As we reach game number 10, one fifth of the way through this collection, I wanted to take a brief moment to reflect on the journey so far.
These are stunningly designed things, the games of this collection. Each one feeling nourishing and complete in a way that frames the craftsmanship of it’s own creation as a victory in itself. Beyond this there is a fascinating narrative thread going through all of this, telling a story in a way I’ve never seen before.
Each game in UFO 50 has a little blurb, keeping up the kayfabe of this fictional console and these fictional creators, but alongside that there is another tale unfurling, through the mechanical relationship that each game has to one another. It’s subtle, and in some cases a bit of a stretch, but you can see a lineage of design ideas throughout that feels like a conversation with the past.
This is why, to me, UFO 50 is the love letter to end all love letters. It understands that it’s not enough to slap some pixel graphics and a chiptune soundtrack on some tired old paradigm and call it a day.
Everything that came before is the product of a generations worth of inspiration. A conversation with the world, with a zeitgeist no matter how niche or impractical. Art begets art begets art and to have such a generational idea expressed so perfectly in just one game is nothing short of genius.
Ok, back to normal programming. Devilition, right? It’s a bit bloody good!
Tracking on from the organised chaos of Attactics, and with a little pinch of Bug Hunter, Mortol and, believe it or not, some Magic Garden thrown in there for good measure, this fiendish strategy game carries within it a load of really engaging design principles that made me keep coming back time and time again.
It’s the little things, at first, like how easily readable each unit is. They’re like chess pieces. You see a particular design and instinctively know where it’s attack zones are going to be on the board and how you can use it to your advantage.
Of course for this particular brand of strategy the key component of all your thoughts is the constraints bestowed upon you. You have x number of units to clear the board of critters, you need to have more townspeople than demons by the end of the round.

Getting a full clear adds to your population, and gives you an extra edge in the next round, but the townspeople themselves are at risk of annihilation as much as your malevolent foe, and must be factored into your decisionmaking, even if that decision is a calculated risk to sacrifice them for the greater good.
Of course a lot of thought has to come before this, and one of Devilitions most fiendish elements is that once a unit is placed down, you can no longer see the parameters of their attack. The game becomes a quest of memory as you contend with making sense of tactics that are both invisible and at the same time completely readable.

It’s a delicate balance, you see, to hold the player responsible for their own choices but at the same time ensure that they have all the tools to do so. One game that kept coming to mind while I was playing was Subset Games’ Into the Breach, a title that gave the player all the information they needed to get the job done, the critical element being a certain degree of literacy that was required.

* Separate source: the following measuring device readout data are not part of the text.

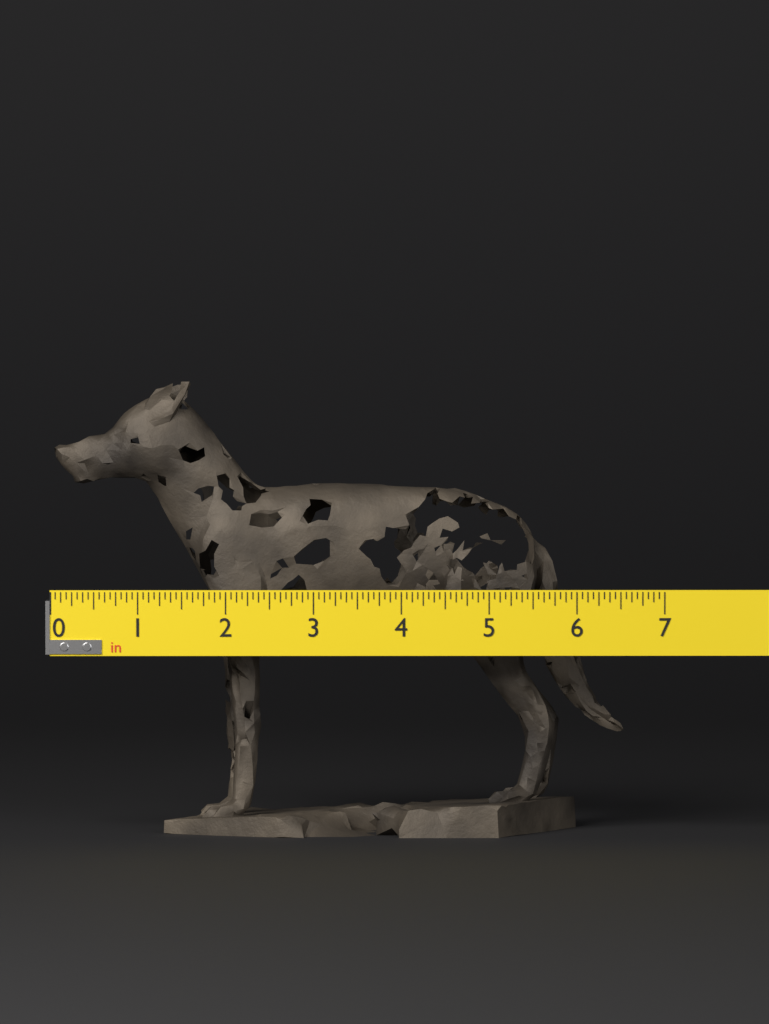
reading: 6.5625 in
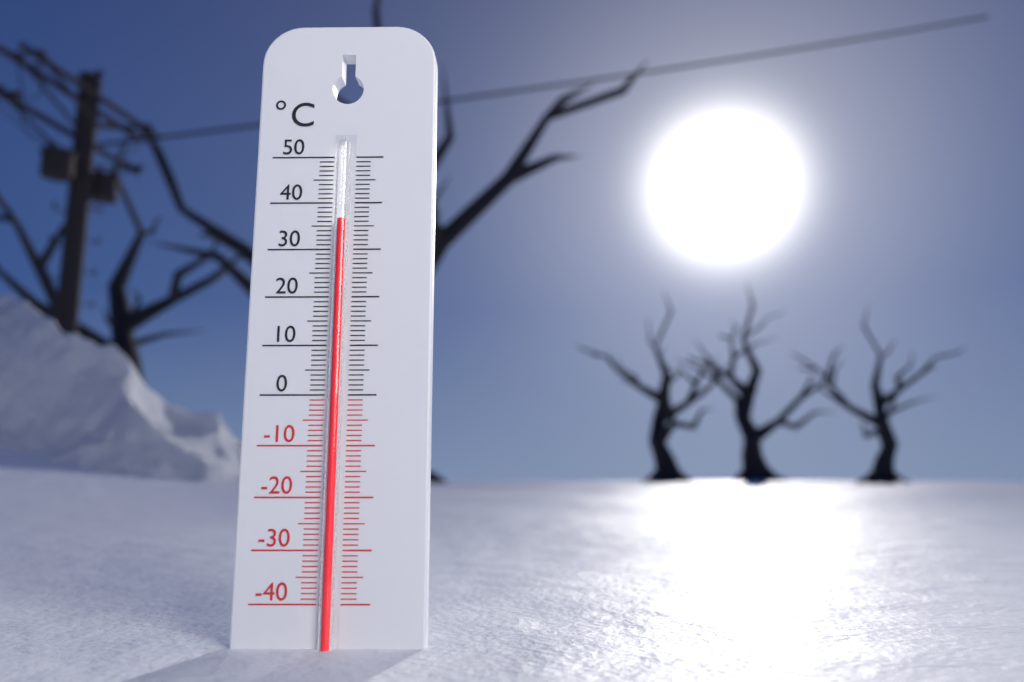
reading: 36 °C
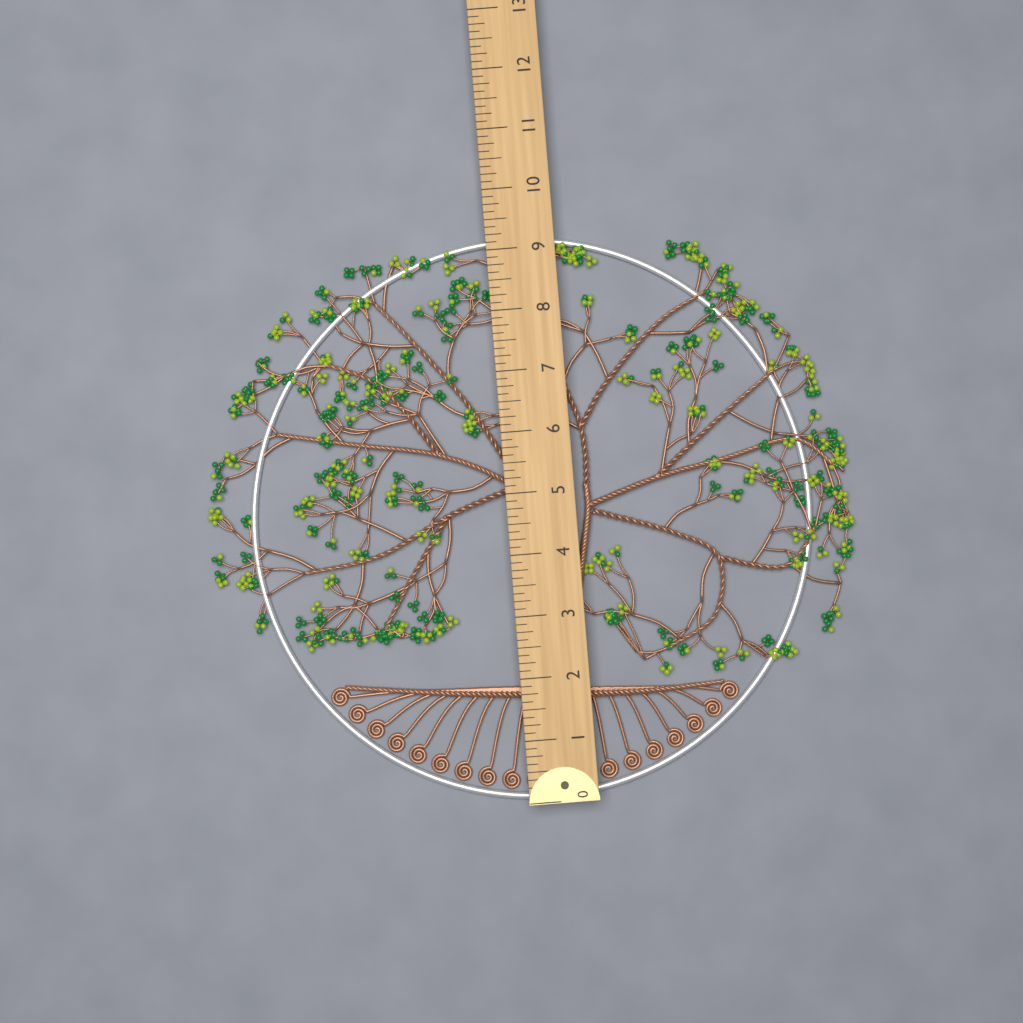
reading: 9.250 (no unit)
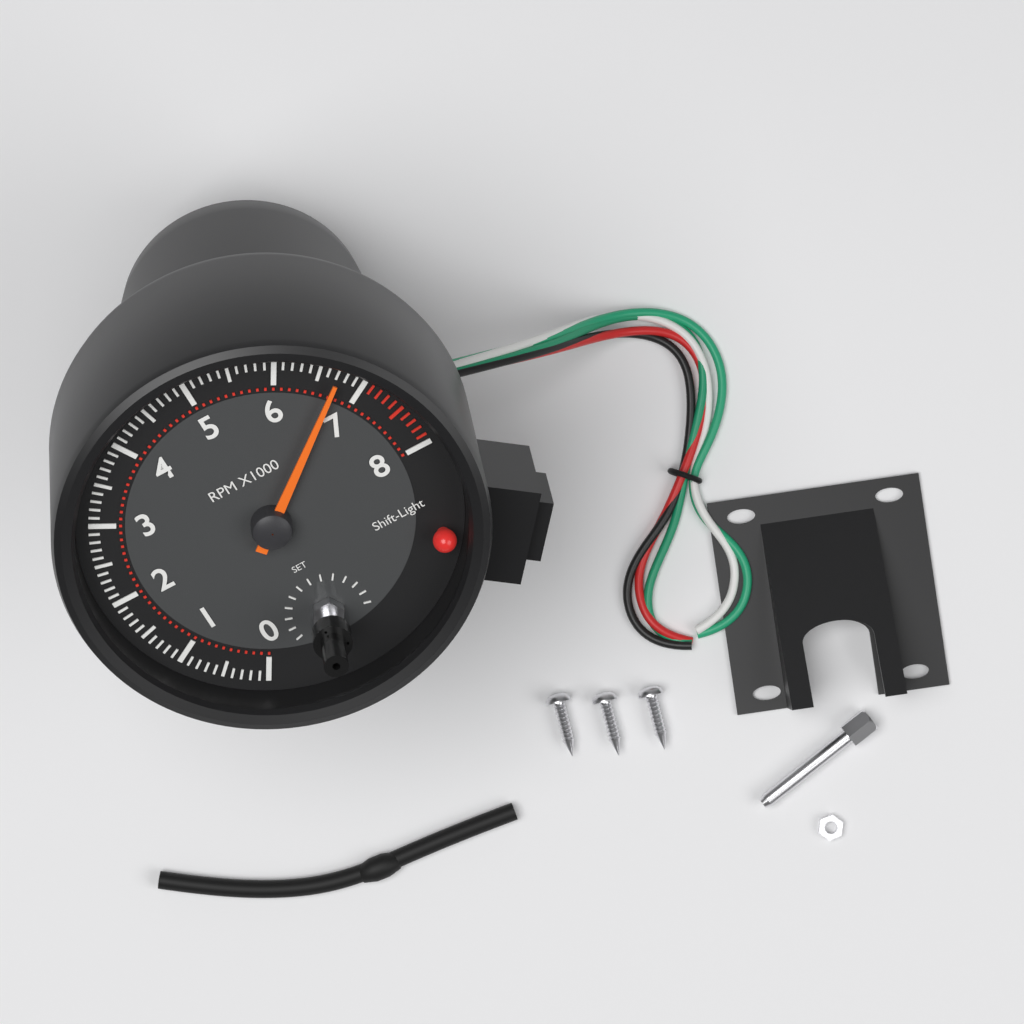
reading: 6700 RPM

Here, those same principles shine, but there is a cognitive spanner in the works, that being the seemingly random order in which units become available. It’s Tetris rules, in a way. You have a choice of three units at any given time, and must make your choices based on those units.
You can’t be flippant, your resources don’t stretch that far. Neither can you plan a round start to finish from minute one, you don’t have enough information to do so. You have to be sensible with what you have, because resources don’t fully replenish round to round, but survival might also depend on a couple more dudes being plonked down in just the right places.
It is in these constraints that I think Devilition has edged its way to the forefront of a genre already packed to the gills with quality offerings. Capturing everything brilliant about the strategy genre while also offering up that classic Mossmouth roguelike twist.
I could play this forever, it’s better than Chess.